Histories

Herodotus

Herodotus. Godley, Alfred Denis, translator. Cambridge, MA; London: Harvard University Press; William Heinemann, Ltd., 1920-1925 (printing).

After this the Samians came a second time with a sack, and said nothing but this: “The sack wants flour.” To this the Spartans replied that they were over-wordy with “the sack”;[*](It would have been enough (the Lacedaemonians meant) to say a)lfi/twn de/etai, without using the word qu/lakos.) but they did resolve to help them.

The Lacedaemonians then equipped and sent an army to +Nisos Samos [26.8,37.75] (island), Samos, Aegean Islands, Greece, Europe Samos, returning a favor, as the Samians say, because they first sent a fleet to help the Lacedaemonians against +Nomos Messinias [21.833,37.25] (department), Peloponnese, Greece, Europe Messenia; but the Lacedaemonians say that they sent this army less to aid the Samians in their need than to avenge the robbery of the bowl which they had been carrying to Croesus and the breastplate which Amasis King of Egypt [30,27] (nation), Africa Egypt had sent them as a gift.

This breastplate had been stolen by the Samians in the year before they took the bowl; it was of linen, decked with gold and cotton embroidery, and embroidered with many figures;

but what makes it worthy of wonder is that each thread of the breastplate, fine as each is, is made up of three hundred and sixty strands, each plainly seen. It is the exact counterpart of that one which Amasis dedicated to Athena in Lindos [28.1083,36.0833] (Perseus)Lindus.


— INSTRUCTIONS TO FOLLOW —
Return the line containing "Identify the location of span: Chat" and every line beneath it through the end of the entries below, unchanged. Pictures stay out.

[Start of Attachment]

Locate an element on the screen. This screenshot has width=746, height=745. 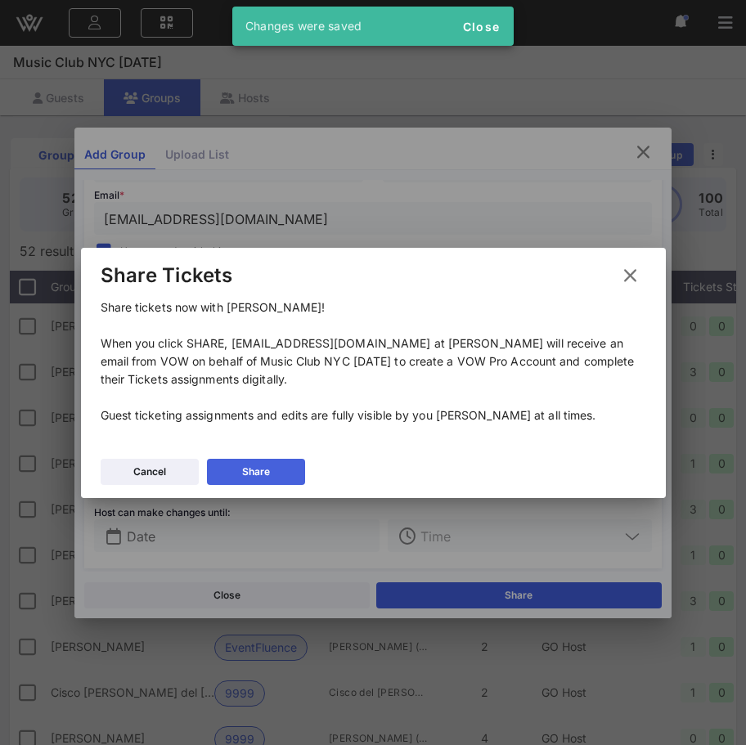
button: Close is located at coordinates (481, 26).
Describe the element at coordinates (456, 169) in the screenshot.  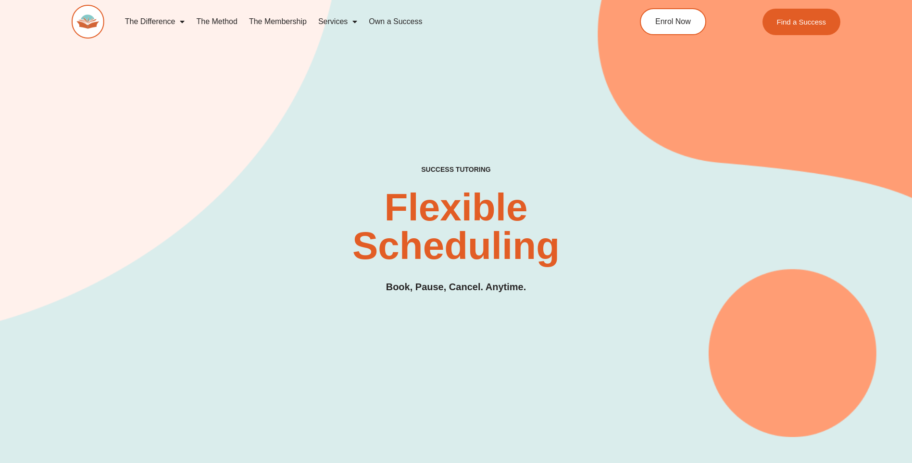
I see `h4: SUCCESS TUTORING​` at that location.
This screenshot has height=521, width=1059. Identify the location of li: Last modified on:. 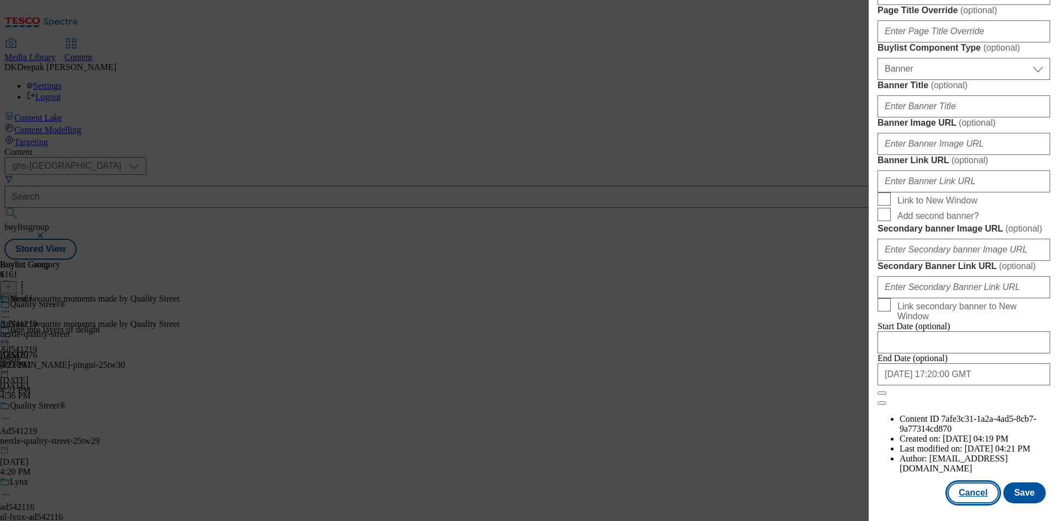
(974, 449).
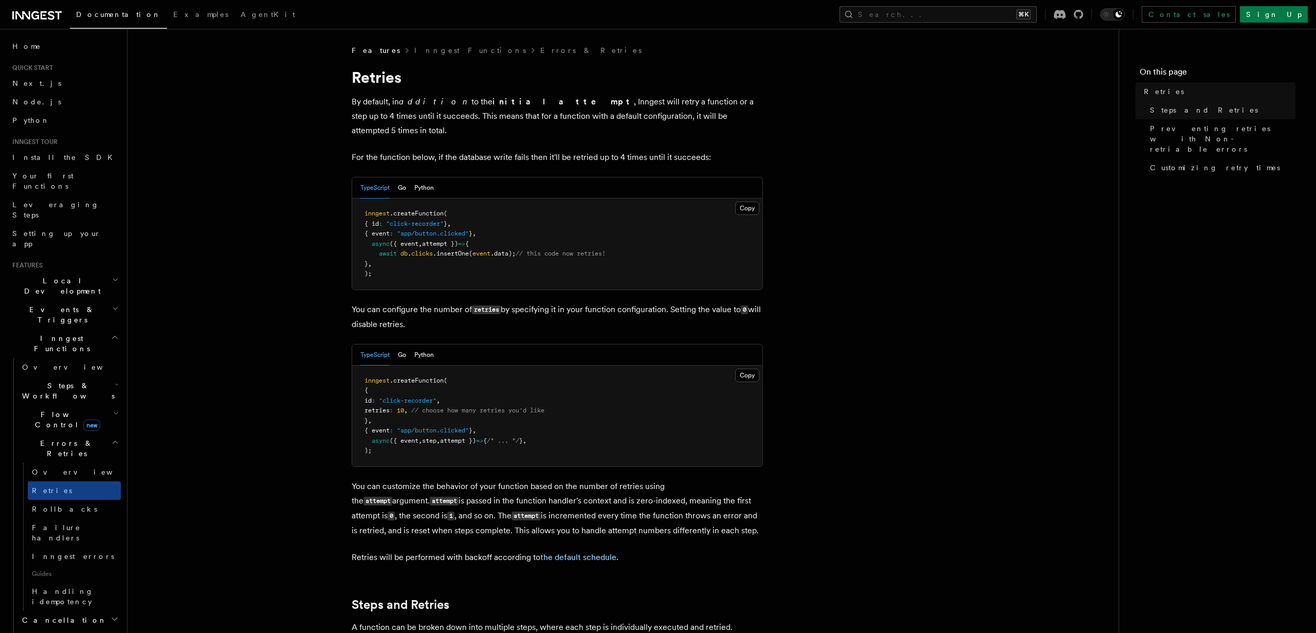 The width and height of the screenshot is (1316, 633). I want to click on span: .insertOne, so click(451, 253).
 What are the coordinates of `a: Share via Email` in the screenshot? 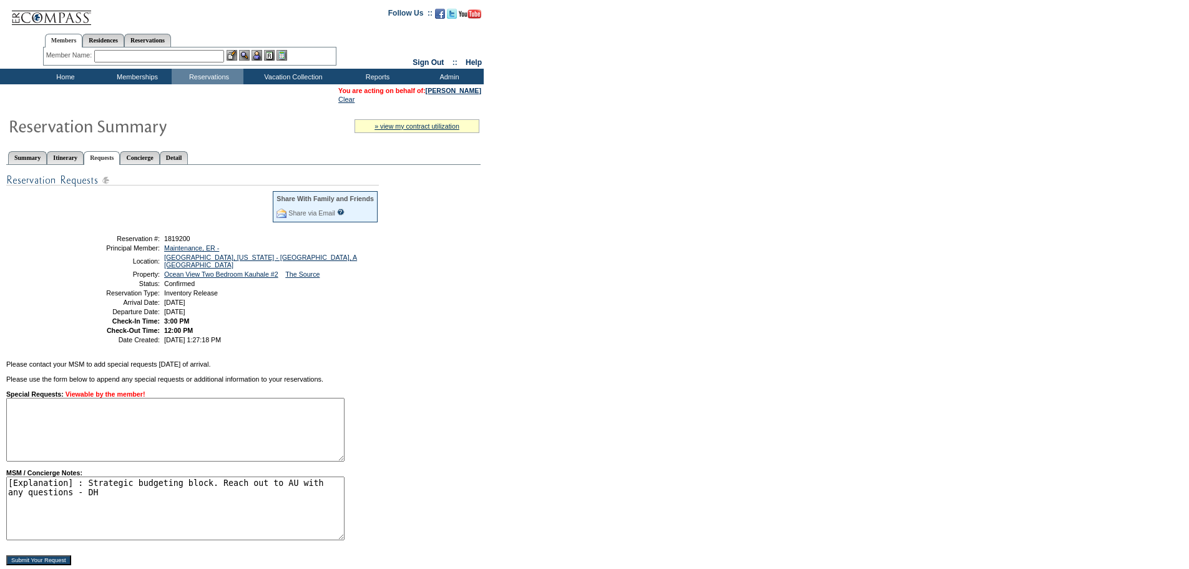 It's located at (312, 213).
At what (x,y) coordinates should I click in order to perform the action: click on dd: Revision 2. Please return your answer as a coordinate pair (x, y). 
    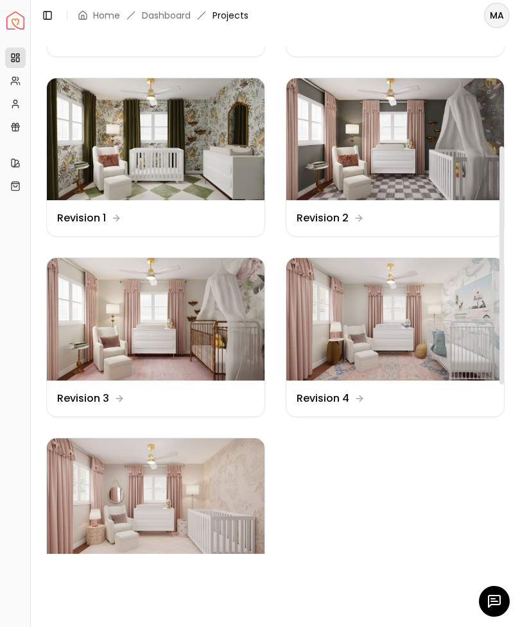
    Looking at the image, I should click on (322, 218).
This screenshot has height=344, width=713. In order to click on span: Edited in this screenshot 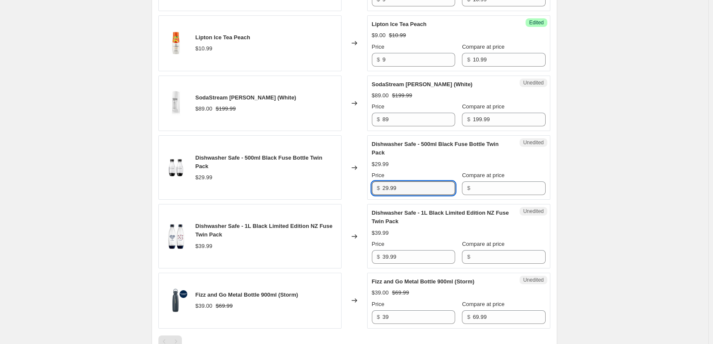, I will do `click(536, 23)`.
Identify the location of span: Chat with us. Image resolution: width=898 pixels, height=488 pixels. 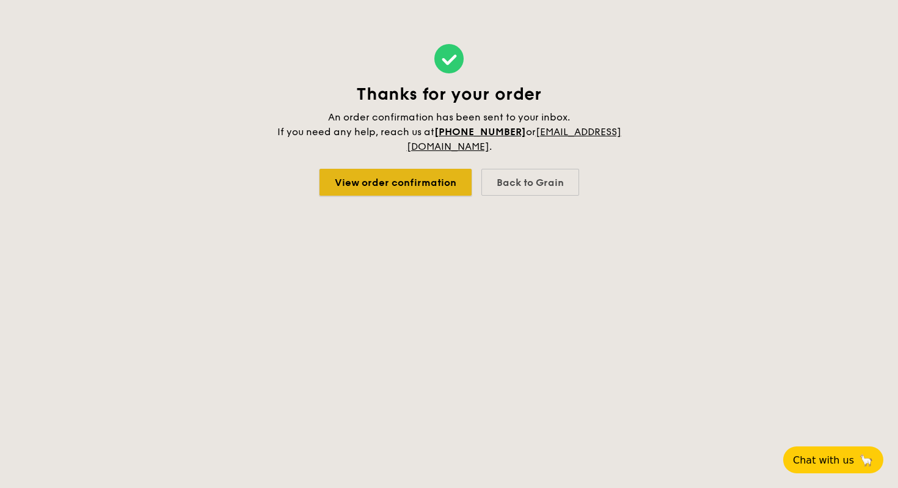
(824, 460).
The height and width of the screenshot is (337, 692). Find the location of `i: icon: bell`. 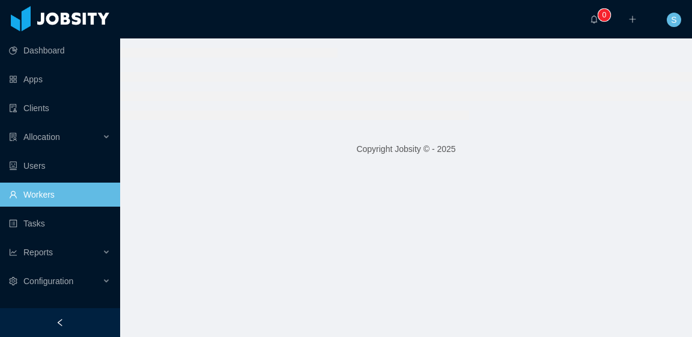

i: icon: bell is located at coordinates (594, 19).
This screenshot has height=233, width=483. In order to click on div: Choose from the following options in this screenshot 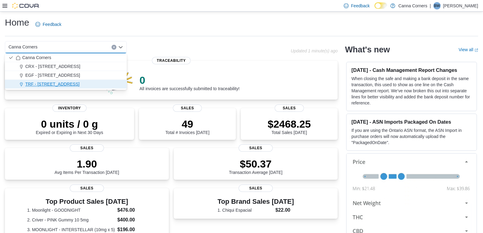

[End of Attachment]

— WRITTEN SOLUTION —
Identify the location of span: Chat with us. Image resolution: width=898 pixels, height=488 pixels. 
(824, 460).
The height and width of the screenshot is (337, 692). Find the location of `i: icon: bell`. 

i: icon: bell is located at coordinates (594, 19).
This screenshot has height=233, width=483. In order to click on div: Choose from the following options in this screenshot 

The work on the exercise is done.